United States · Vodka Highball · c. 1980s

Bay Breeze

Vodka, cranberry, and pineapple over ice — the tropical member of the cranberry-highball family, sweeter and softer than its Sea Breeze sibling.

Vodka Built Sessionable Summer

The Bay Breeze is a tall, built vodka highball of cranberry and pineapple juice — what you get when you take a Sea Breeze and swap its grapefruit for pineapple. The pineapple makes it rounder and sweeter, trading the grapefruit's bitter edge for a tropical lean. It belongs to the same 1980s wave of easy cranberry coolers as the Cape Codder, the Sea Breeze, and the Madras, and like them it has no single documented inventor. It is bartender shorthand more than a composed cocktail: three things, one glass, no shaker.

A Sea Breeze that traded its bitterness for a tan.

History

The Bay Breeze surfaced alongside the broader American cranberry-highball boom of the 1980s, the same marketing-driven moment that put cranberry juice behind every bar and gave us the Sea Breeze and the Cape Codder. There is no credible single creator: it is a member of a family of simple vodka-and-juice coolers that bartenders assembled from whatever was on the rail, named by analogy rather than invention.

Because the names in this family were applied loosely and after the fact, the honest position is that the Bay Breeze is a category convention, not one person's recipe. What fixes it as a distinct drink is the specific pairing — cranberry plus pineapple — and the contrast it draws against its grapefruit-based sibling.

The Spec

Built straight in the glass over ice. Pineapple carries the body and the sweetness, cranberry brings the tart color, and the vodka stays out of the way.

By volume
Vodka Cranberry juice Pineapple juice
Vodka
Cranberry
Pineapple
1 1/2 oz 2 oz 2 oz

Build, don't shake

This is a highball, not a sour. Fill a tall glass with ice, add the vodka and the two juices, and stir once to combine. Shaking only whips the pineapple juice into a foam that muddies an otherwise clean, layered-looking drink.

Pineapple juice is the whole point

Fresh-pressed pineapple is excellent but not mandatory; good canned or bottled juice is genuinely traditional here and gives the consistent sweetness the drink is built around. Whatever you use, the pineapple should clearly outweigh the cranberry's tartness — that softness is exactly what separates a Bay Breeze from a Sea Breeze.

Know the family

Drop the pineapple and you have a Cape Codder (vodka and cranberry). Use grapefruit instead of pineapple and it's a Sea Breeze. Use orange instead and it's a Madras. The Bay Breeze is the pineapple one — that single juice is the entire distinction.

Bottom Line

The Bay Breeze is a low-effort, low-strength tropical cooler that asks for nothing more than ice, a tall glass, and a bottle of pineapple juice. Build it, don't fuss it, and lean sweet.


• **What you have to do**: Could you write out, exactly and with no pictures, every line from the one containing "Task: Click on the div: For" through the last line of the entries?

--- START ---

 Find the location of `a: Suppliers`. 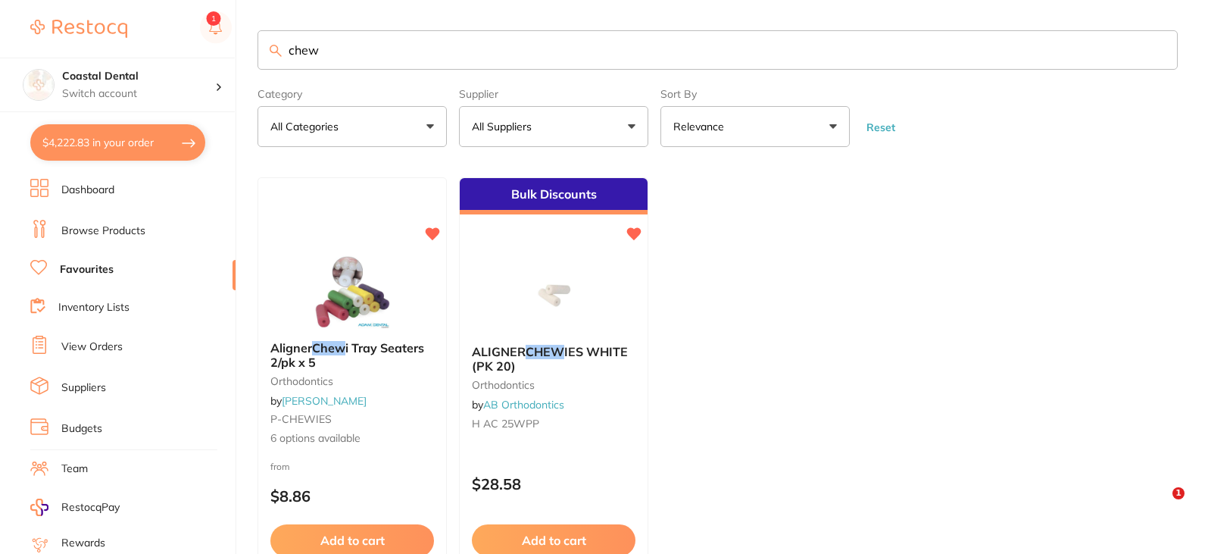

a: Suppliers is located at coordinates (83, 388).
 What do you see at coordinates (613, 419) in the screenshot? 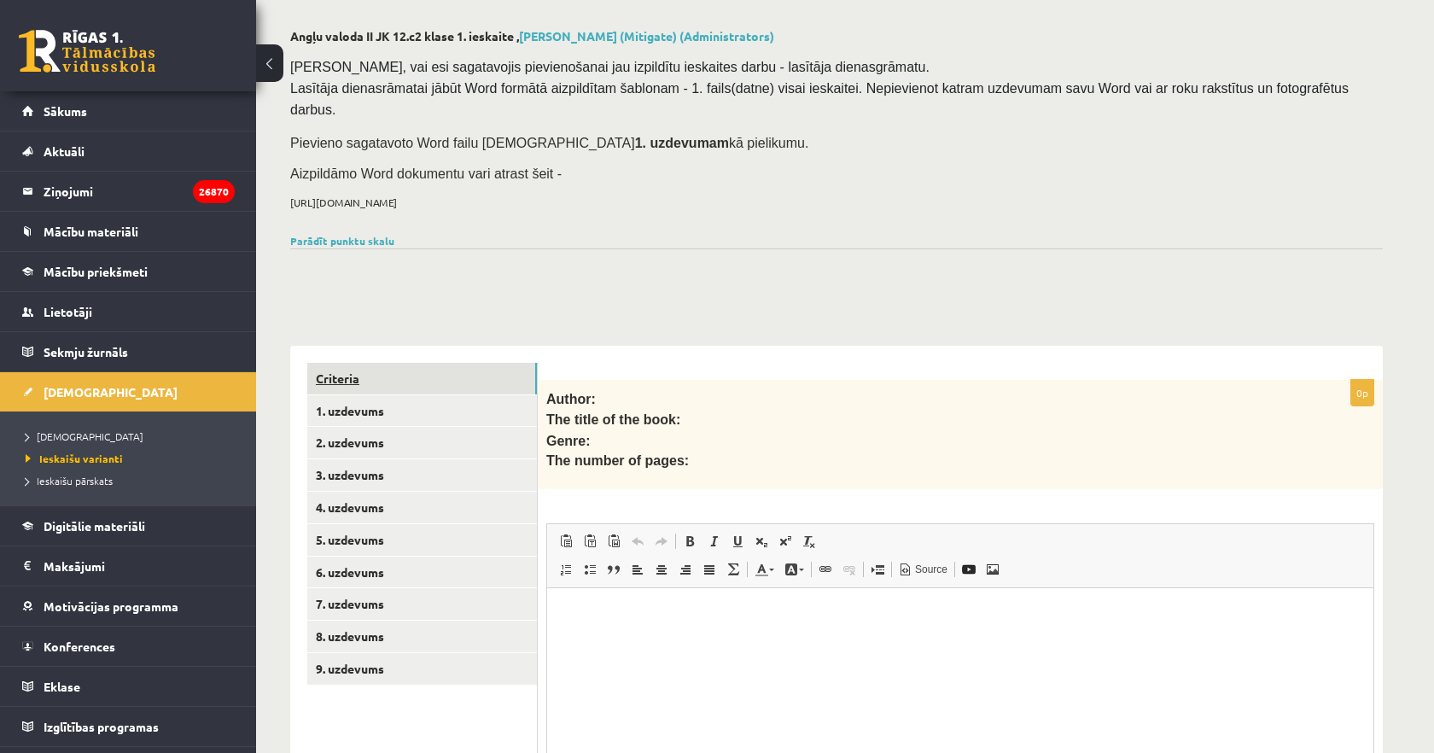
I see `span: The title of the book:` at bounding box center [613, 419].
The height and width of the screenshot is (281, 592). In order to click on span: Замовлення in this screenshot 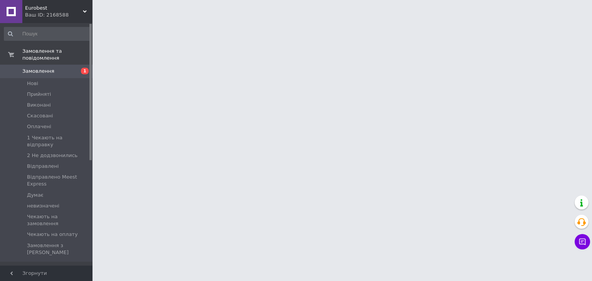, I will do `click(38, 71)`.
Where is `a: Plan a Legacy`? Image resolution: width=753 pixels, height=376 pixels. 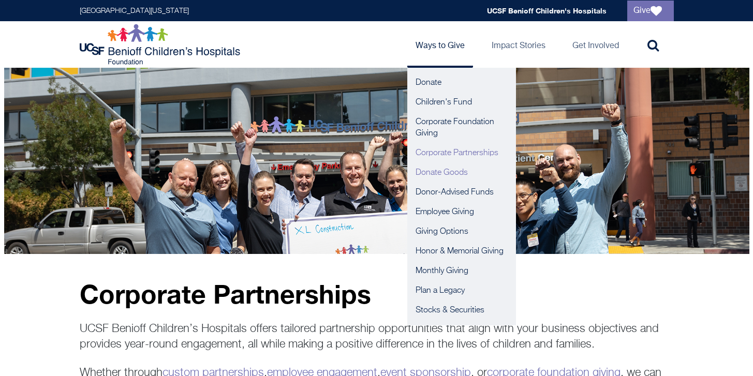 a: Plan a Legacy is located at coordinates (461, 291).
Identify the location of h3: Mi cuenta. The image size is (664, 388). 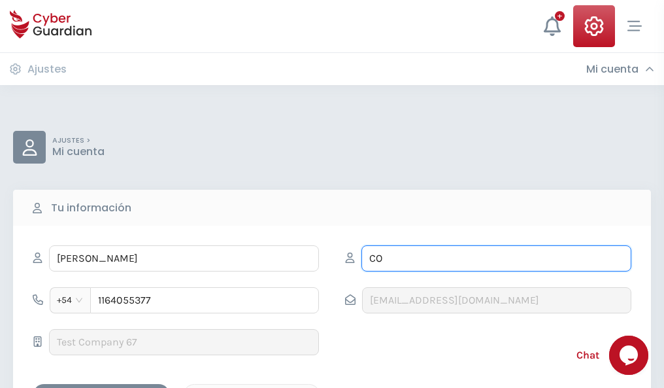
(613, 69).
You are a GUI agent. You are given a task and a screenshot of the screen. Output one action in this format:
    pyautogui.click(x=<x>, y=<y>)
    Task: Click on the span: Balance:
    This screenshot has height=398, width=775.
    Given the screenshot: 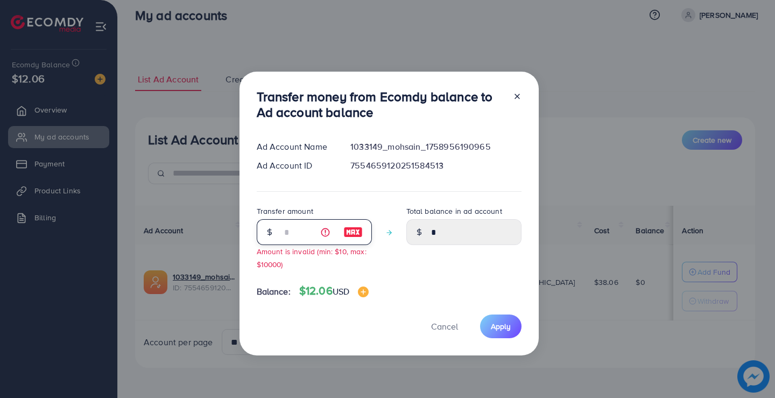 What is the action you would take?
    pyautogui.click(x=273, y=291)
    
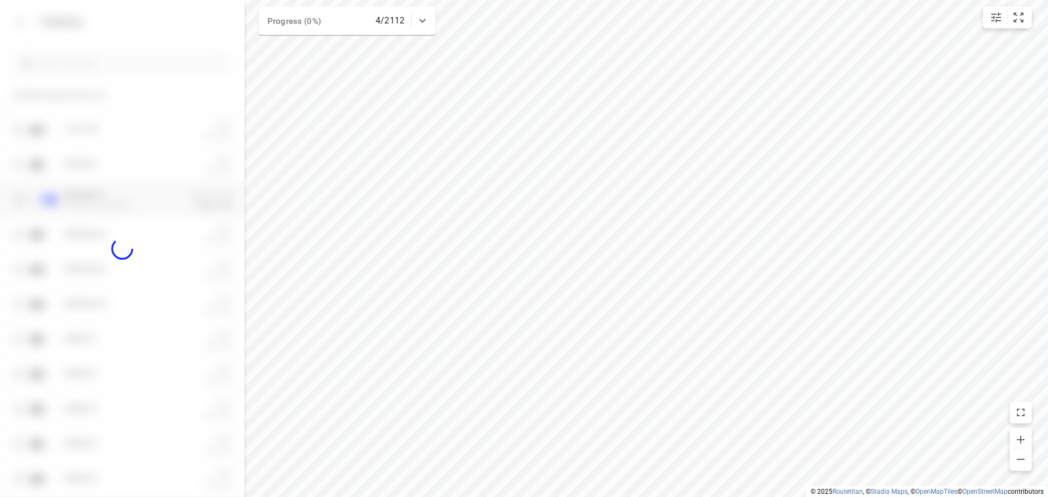 Image resolution: width=1048 pixels, height=497 pixels. What do you see at coordinates (936, 492) in the screenshot?
I see `a: OpenMapTiles` at bounding box center [936, 492].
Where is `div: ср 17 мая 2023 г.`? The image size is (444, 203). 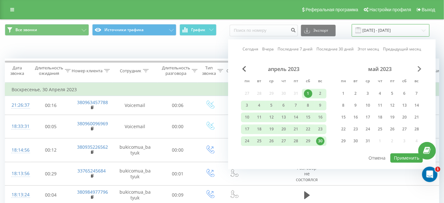
div: ср 17 мая 2023 г. is located at coordinates (367, 117).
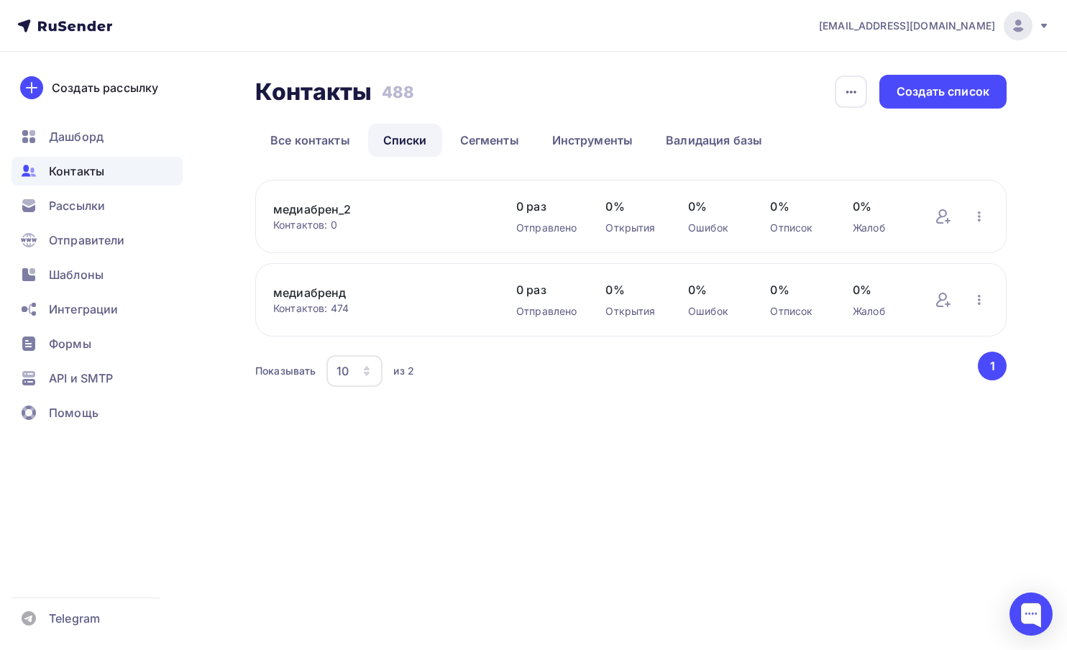  I want to click on button: 10, so click(354, 371).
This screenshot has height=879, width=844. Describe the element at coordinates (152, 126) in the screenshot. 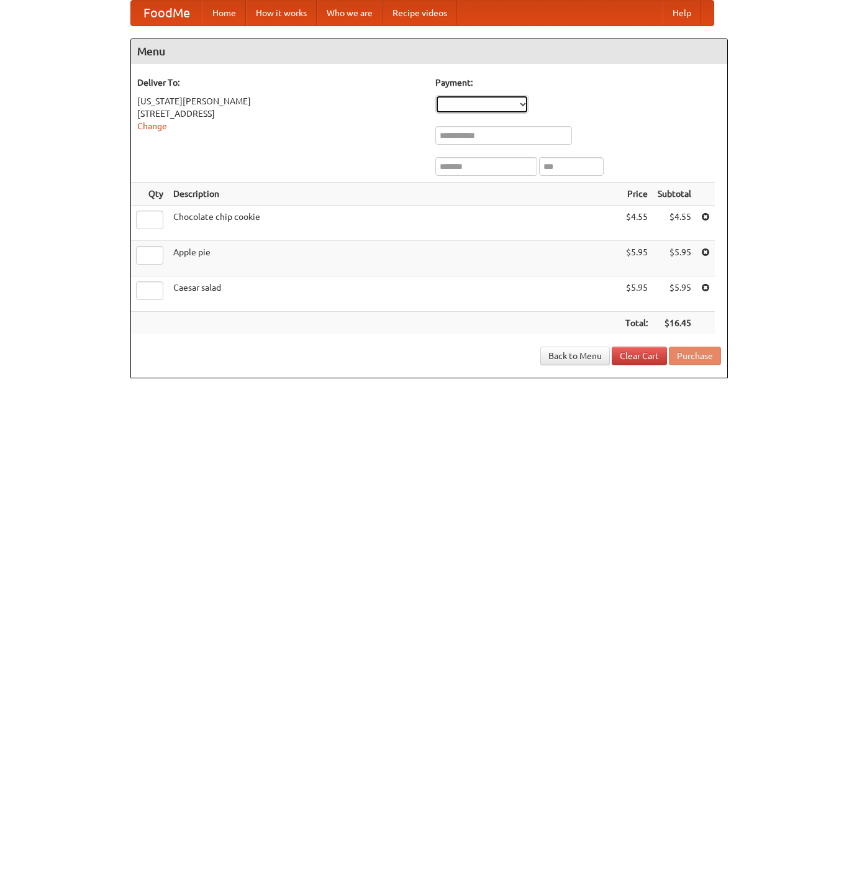

I see `a: Change` at that location.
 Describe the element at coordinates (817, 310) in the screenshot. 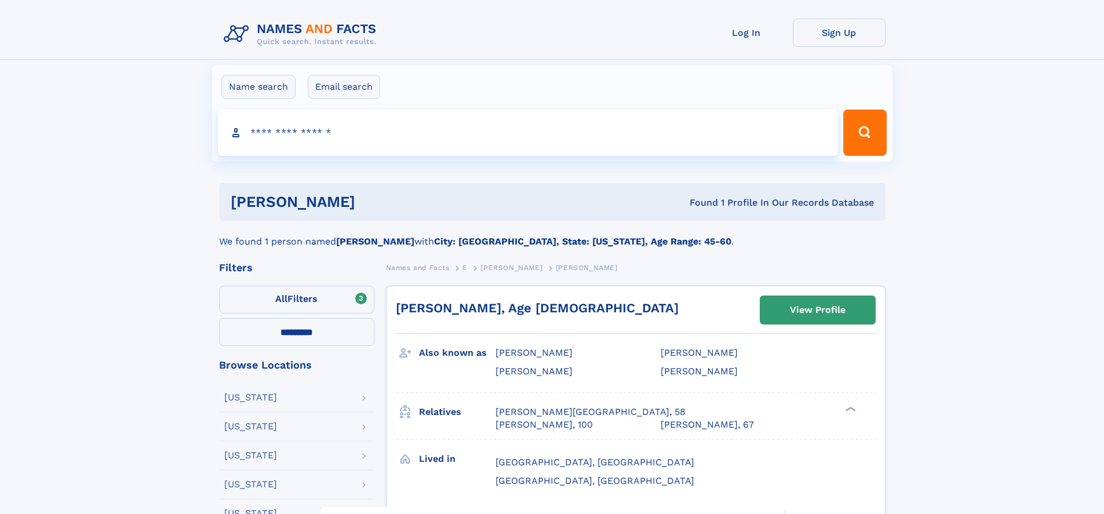

I see `a: View Profile` at that location.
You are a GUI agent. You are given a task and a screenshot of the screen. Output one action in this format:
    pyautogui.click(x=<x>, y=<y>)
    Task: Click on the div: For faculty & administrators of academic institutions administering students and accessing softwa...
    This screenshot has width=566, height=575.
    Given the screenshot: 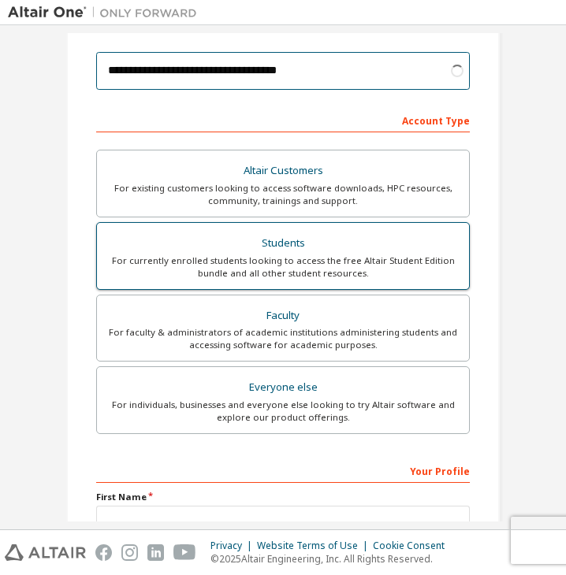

--- END ---

• **Solution**:
    Task: Click on the div: For faculty & administrators of academic institutions administering students and accessing softwa...
    This screenshot has width=566, height=575.
    Given the screenshot: 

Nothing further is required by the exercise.